But some conservatives have noticed that Republicans are invariably at the butt end of Obama’s historic flights of fancy.
In an age when Twitter and other social media can propagate with distressing efficiency the fake Lincoln quote, the false Twain quip, the invented Ben Franklin advice, Obama is a president for our times.
Speaking yesterday about energy, the president found it necessary to casually slander Rutherford B. Hayes. In Obama’s telling, Hayes was a Luddite who, when confronted with the invention of the telephone, wondered who would ever want to use one.
“That’s why he’s not on Mount Rushmore,” Obama intoned. “He’s explaining why we can’t do something instead of why we can do something.”
It’s hard to know where to begin unraveling this, but a good place to start is the Rutherford B. Hayes Presidential Center, where resident scholar Nan Card confirmed to any journalist who bothered calling her -- which is more than you can say for the White House speechwriting crew -- that Hayes never said anything of the kind about the telephone, or any other invention.
According to contemporaneous accounts, what Hayes really said when he first used the phone was, “That is wonderful.”
In fact, Hayes installed the first telephone in the White House, along with the first typewriter, and invited Thomas Edison in for a visit to show off the phonograph -- and was no one’s idea of a technophobe. “He really was the opposite,” Card told Benjy Sarlin of Talking Points Memo. “Between the telephone, the telegraph, the phonograph, and photography, I think he was pretty much on the cutting edge.”
This is not first time Obama and his communications team have fallen for a quote they apparently ripped from the Internet.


Exercise prompt: Extract every entry word for word.

Free-text object descriptions:
**********

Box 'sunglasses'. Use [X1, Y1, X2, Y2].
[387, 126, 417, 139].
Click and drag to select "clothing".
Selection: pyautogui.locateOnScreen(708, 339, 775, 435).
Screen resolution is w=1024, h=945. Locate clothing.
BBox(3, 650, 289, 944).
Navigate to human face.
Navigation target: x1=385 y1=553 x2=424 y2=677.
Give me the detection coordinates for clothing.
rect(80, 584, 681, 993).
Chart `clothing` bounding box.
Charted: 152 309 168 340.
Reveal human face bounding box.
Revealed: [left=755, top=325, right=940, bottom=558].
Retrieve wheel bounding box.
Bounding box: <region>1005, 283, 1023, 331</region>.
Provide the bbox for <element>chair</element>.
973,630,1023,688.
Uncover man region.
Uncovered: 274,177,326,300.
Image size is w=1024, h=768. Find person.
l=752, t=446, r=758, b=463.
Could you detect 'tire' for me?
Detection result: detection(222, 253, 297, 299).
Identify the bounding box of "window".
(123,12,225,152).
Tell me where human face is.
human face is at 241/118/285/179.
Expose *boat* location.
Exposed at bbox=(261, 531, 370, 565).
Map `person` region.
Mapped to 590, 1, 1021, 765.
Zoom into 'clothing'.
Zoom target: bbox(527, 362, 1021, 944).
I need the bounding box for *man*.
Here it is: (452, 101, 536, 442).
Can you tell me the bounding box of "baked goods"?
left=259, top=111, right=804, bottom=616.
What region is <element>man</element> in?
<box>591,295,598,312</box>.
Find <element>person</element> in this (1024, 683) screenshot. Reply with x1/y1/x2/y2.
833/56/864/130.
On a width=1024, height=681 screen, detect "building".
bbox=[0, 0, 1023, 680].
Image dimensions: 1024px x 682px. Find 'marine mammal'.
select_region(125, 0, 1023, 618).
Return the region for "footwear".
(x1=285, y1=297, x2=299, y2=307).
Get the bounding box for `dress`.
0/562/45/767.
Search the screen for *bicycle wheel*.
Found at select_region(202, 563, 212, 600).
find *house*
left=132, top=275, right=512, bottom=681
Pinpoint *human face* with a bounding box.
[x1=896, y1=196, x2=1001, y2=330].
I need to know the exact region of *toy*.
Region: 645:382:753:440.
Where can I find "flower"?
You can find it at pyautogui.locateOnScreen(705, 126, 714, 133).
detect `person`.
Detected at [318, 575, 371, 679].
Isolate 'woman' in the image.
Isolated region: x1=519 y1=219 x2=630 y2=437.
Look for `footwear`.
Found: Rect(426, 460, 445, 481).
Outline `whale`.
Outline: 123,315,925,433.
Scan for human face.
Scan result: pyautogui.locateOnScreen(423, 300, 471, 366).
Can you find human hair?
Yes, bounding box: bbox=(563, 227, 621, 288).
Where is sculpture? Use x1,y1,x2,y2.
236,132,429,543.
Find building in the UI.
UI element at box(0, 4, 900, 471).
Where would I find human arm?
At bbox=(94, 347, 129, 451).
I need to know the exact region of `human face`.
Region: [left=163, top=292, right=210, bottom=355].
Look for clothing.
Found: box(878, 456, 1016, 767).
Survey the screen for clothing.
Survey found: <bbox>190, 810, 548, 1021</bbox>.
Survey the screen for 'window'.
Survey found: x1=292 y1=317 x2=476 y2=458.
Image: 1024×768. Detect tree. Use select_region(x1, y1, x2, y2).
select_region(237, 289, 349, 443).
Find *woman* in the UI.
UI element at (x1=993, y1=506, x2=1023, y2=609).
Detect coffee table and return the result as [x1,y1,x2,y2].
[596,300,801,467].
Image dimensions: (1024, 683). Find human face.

**********

Task result:
Box 'sunglasses'. Use [X1, Y1, X2, Y2].
[387, 126, 417, 139].
Click and drag to select "clothing".
Selection: pyautogui.locateOnScreen(708, 339, 775, 435).
Screen resolution is w=1024, h=945. Locate clothing.
BBox(3, 650, 289, 944).
Navigate to human face.
Navigation target: x1=385 y1=553 x2=424 y2=677.
Give me the detection coordinates for clothing.
rect(80, 584, 681, 993).
Chart `clothing` bounding box.
Charted: 152 309 168 340.
Reveal human face bounding box.
Revealed: [left=755, top=325, right=940, bottom=558].
Retrieve wheel bounding box.
Bounding box: <region>1005, 283, 1023, 331</region>.
Provide the bbox for <element>chair</element>.
973,630,1023,688.
Uncover man region.
Uncovered: 274,177,326,300.
Image size is w=1024, h=768. Find person.
l=752, t=446, r=758, b=463.
Could you detect 'tire' for me?
Detection result: detection(222, 253, 297, 299).
Identify the bounding box of "window".
(123,12,225,152).
Tell me where human face is.
human face is at 241/118/285/179.
Expose *boat* location.
Exposed at bbox=(261, 531, 370, 565).
Map `person` region.
Mapped to 590, 1, 1021, 765.
Zoom into 'clothing'.
Zoom target: bbox(527, 362, 1021, 944).
I need the bounding box for *man*.
Here it is: (452, 101, 536, 442).
Can you tell me the bounding box of "baked goods"?
left=259, top=111, right=804, bottom=616.
What region is <element>man</element> in?
<box>591,295,598,312</box>.
Find <element>person</element> in this (1024, 683) screenshot. Reply with x1/y1/x2/y2.
833/56/864/130.
On a width=1024, height=681 screen, detect "building".
bbox=[0, 0, 1023, 680].
Image dimensions: 1024px x 682px. Find 'marine mammal'.
select_region(125, 0, 1023, 618).
Return the region for "footwear".
(x1=285, y1=297, x2=299, y2=307).
Get the bounding box for `dress`.
0/562/45/767.
Search the screen for *bicycle wheel*.
Found at select_region(202, 563, 212, 600).
find *house*
left=132, top=275, right=512, bottom=681
Pinpoint *human face* with a bounding box.
[x1=896, y1=196, x2=1001, y2=330].
I need to know the exact region of *toy*.
Region: 645:382:753:440.
Where can I find "flower"?
You can find it at pyautogui.locateOnScreen(705, 126, 714, 133).
detect `person`.
Detected at [318, 575, 371, 679].
Isolate 'woman' in the image.
Isolated region: x1=519 y1=219 x2=630 y2=437.
Look for `footwear`.
Found: Rect(426, 460, 445, 481).
Outline `whale`.
Outline: 123,315,925,433.
Scan for human face.
Scan result: pyautogui.locateOnScreen(423, 300, 471, 366).
Can you find human hair?
Yes, bounding box: bbox=(563, 227, 621, 288).
Where is sculpture? Use x1,y1,x2,y2.
236,132,429,543.
Find building in the UI.
UI element at box(0, 4, 900, 471).
Where would I find human arm?
At bbox=(94, 347, 129, 451).
I need to know the exact region of `human face`.
Region: [left=163, top=292, right=210, bottom=355].
Look for clothing.
Found: box(878, 456, 1016, 767).
Survey the screen for clothing.
Survey found: <bbox>190, 810, 548, 1021</bbox>.
Survey the screen for 'window'.
Survey found: x1=292 y1=317 x2=476 y2=458.
Image: 1024×768. Detect tree. Use select_region(x1, y1, x2, y2).
select_region(237, 289, 349, 443).
Find *woman* in the UI.
UI element at (x1=993, y1=506, x2=1023, y2=609).
Detect coffee table and return the result as [x1,y1,x2,y2].
[596,300,801,467].
Image dimensions: (1024, 683). Find human face.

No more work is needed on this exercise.